Pope Benedict XVI on Architecture
Quotes on architecture by Pope Benedict XVI.
The Perennial Value of the Traditional Confessional
From at least the time of the Council of Trent, the usual venue for the celebration of the Sacrament of Penance has been the confessional situated in a church or oratory.
Via Crucis in the Garden State
The 2011 Venice Biennale was flooded with non-representational works that were, as The New York Times reviewer put it, engaged in “an unforgiving contest between the memorable and the forgettable.”

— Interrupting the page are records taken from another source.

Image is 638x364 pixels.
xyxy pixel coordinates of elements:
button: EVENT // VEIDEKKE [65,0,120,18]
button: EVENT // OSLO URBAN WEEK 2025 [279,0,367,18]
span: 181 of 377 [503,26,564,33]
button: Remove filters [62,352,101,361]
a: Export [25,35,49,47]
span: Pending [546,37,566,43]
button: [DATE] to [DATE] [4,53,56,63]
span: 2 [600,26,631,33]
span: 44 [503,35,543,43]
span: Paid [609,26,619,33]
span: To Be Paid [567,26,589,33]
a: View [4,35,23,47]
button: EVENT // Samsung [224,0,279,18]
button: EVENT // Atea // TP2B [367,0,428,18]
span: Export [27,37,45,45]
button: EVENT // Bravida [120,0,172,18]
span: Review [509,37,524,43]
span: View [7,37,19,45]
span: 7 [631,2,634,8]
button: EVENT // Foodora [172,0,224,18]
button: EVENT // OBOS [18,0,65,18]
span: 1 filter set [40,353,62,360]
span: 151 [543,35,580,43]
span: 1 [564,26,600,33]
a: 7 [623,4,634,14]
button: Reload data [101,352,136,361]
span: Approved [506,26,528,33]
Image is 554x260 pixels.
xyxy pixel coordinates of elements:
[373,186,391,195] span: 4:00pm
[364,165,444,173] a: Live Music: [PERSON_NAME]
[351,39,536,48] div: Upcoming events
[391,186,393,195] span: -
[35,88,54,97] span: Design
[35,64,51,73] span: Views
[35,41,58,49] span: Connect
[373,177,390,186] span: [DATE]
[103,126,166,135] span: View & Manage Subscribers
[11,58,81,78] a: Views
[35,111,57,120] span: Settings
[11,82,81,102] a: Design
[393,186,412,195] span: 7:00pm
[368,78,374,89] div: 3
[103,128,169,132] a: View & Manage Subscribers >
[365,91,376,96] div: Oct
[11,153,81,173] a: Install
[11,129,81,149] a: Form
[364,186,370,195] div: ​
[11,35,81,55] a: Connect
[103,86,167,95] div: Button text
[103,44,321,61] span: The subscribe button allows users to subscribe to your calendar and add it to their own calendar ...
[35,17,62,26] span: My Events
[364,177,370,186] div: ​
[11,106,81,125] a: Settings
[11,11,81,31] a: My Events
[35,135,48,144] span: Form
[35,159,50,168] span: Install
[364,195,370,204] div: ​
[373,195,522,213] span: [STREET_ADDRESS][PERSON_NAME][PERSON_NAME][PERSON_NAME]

Ecclesiastical Sprawl Repair
Churches once were recognized as pillars of the community, a distinction manifested in the pride of place granted to the church buildings: from simple white churches on village greens to grand cathedrals on city plazas, the church was integral to civic life.
An Architectural and Theological Interface: The Dominican Complex at Magnanapoli
The Dominican Complex at Magnanapoli, Rome, is an architectural composite from the mid sixteenth century in the heart of the ancient city currently housing the Pontifical University of St. Thomas Aquinas, Angelicum, along with the adjacent monastery, convent and adjoining gardens, and the church of Saints Dominic and Sixtus.
A Faceless Santo Volto: Mario Botta's Conference Room Tomb
That churches are still being built in Italy, a nation where regular mass-goers make up less than 30 percent of the population and that possesses a birthrate that would make your Sicilian grandmother weep, is news not unlike Dr. Johnson’s comment about a dog walking on its hind legs: one is surprised it is being done at all, never mind questions about quality.